The geographic distribution and arrangement of phenomena across a landscape or urban area.

spatial relationships

The ways in which places, phenomena, and human activities are organized, connected, and distributed across geographic space.

thematic maps

Maps that focus on a specific theme or topic, such as population distribution, climate, or economic activity.

Frequently Asked Questions

What are map projections in AP Human Geography?

Map projections are methods for showing Earth's curved surface on a flat map. In AP Human Geography, you need to know that every projection distorts shape, area, distance, direction, or some combination of those properties.

What does the Mercator projection distort?

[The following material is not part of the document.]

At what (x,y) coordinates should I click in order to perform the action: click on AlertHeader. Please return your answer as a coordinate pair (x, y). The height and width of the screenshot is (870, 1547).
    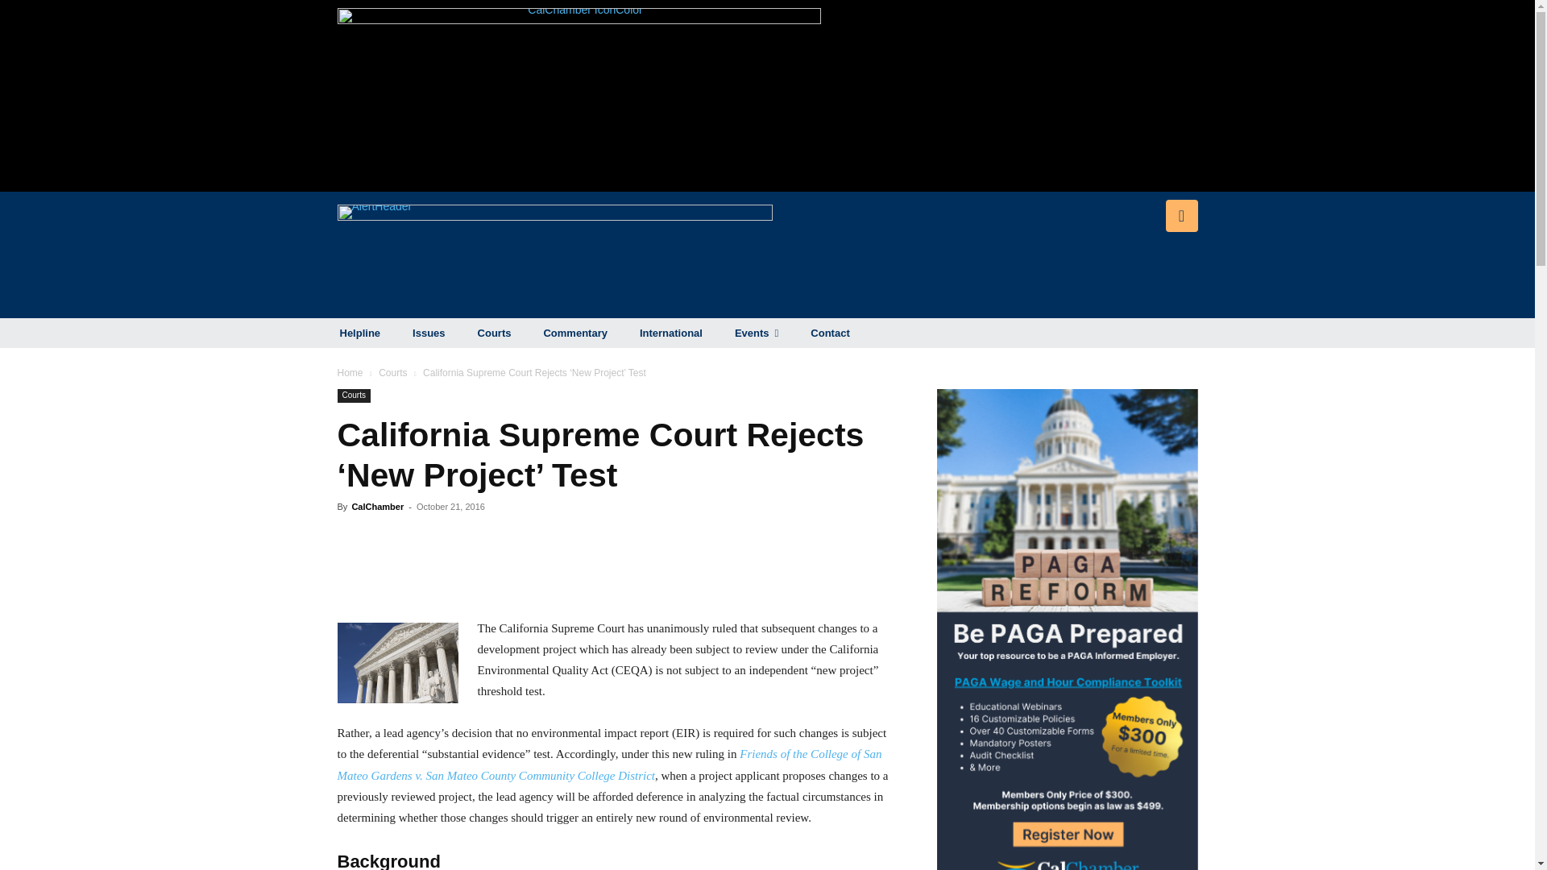
    Looking at the image, I should click on (554, 255).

The Mercator projection preserves shape and direction, but it distorts area by making high-latitude places near the poles look much larger than they really are.

What is the difference between reference maps and thematic maps?

Reference maps show where places and features are located. Thematic maps show spatial patterns in data, such as population density, climate, migration, or economic activity.

Which thematic maps should AP Human Geography students know?

Common thematic maps include choropleth, dot density, proportional symbol, isoline, cartogram, and flow maps.

What spatial patterns show up on AP Human Geography maps?

Common spatial patterns include absolute and relative distance, absolute and relative direction, clustering, dispersal, and elevation.

Why are all maps selective?

All maps are selective because mapmakers choose what to include, what to leave out, what scale to use, and which projection best fits the map's purpose.